For more than 350 years, it had been the Holy Grail of mathematics. In 1637, Pierre de Fermat, a French magistrate and mathematician, claimed that equations of the form x² + y² = z² (as in the Pythagorean theorem) have no positive whole-number solutions when the exponent is greater than 2. "I have discovered a truly marvelous proof of this," he wrote in a math book, "but this margin is too small to contain it." Those words tempted generations of scholars into a seemingly hopeless quest to prove Fermat's Last Theorem—and generated hundreds of solutions, all of them wrong.

Mathematicians were thus amazed and elated by an electronic message zapped through Internet, the worldwide computer network, last June 23: "F.L.T. proved by Wiles." Just that quickly, a shy, bespectacled Princeton professor named Andrew Wiles was catapulted from obscurity to fame. Working feverishly and in secret—and without a computer—for seven years in his attic, Wiles, the 40-year-old British son of an Oxford theologian, had apparently proved Fermat's theorem using math unheard of in Fermat's day. His solution filled 200 pages. How did he feel about his achievement? Said Wiles: "There is a sense of loss, actually." Once he finishes a more detailed version of his proof, Wiles will be able to catch up on life with his wife and two young daughters—and look for new mysteries to solve.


▶ ACTION ITEM
A single number is the answer here: the count of lines in the data below that include the word "income".

(Dataset entries on figures)
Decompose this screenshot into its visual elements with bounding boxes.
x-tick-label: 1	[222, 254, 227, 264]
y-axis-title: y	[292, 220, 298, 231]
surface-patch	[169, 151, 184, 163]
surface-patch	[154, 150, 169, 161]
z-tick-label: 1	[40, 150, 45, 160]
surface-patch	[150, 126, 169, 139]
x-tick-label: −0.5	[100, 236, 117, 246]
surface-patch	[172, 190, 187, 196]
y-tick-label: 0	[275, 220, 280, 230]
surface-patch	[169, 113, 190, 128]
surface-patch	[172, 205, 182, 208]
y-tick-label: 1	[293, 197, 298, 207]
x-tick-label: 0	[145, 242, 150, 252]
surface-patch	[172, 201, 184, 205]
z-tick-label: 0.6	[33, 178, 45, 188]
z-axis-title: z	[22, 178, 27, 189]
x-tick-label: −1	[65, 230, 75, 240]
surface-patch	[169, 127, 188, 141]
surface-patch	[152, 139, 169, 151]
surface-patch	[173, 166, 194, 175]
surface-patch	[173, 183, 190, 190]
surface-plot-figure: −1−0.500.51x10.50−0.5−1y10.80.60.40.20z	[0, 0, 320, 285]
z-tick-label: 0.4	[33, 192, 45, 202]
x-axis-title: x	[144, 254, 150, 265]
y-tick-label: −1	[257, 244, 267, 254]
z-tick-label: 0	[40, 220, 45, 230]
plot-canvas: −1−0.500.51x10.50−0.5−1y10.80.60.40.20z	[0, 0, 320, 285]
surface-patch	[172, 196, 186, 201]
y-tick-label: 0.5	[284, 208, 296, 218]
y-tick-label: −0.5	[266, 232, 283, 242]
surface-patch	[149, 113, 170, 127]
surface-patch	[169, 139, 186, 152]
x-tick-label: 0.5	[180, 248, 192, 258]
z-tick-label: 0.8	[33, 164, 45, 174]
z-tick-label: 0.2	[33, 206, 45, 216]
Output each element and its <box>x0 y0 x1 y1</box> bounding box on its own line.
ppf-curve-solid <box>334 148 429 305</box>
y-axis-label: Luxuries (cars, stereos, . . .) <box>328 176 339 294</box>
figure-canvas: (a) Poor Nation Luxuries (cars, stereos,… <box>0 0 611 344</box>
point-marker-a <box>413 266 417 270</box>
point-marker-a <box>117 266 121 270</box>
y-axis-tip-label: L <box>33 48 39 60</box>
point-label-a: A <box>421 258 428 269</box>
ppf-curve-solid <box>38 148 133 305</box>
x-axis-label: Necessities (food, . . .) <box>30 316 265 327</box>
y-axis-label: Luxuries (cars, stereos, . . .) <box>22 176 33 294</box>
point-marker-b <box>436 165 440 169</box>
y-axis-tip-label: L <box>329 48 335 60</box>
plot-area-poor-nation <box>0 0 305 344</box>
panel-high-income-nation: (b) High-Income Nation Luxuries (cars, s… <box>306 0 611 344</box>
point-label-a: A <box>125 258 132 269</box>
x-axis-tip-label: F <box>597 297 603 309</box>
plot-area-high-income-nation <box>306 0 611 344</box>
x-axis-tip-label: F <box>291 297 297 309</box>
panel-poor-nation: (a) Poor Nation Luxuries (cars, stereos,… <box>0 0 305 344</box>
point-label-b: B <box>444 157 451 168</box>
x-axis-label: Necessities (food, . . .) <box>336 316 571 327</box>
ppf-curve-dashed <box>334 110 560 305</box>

▶ SOLUTION TO THIS TASK
2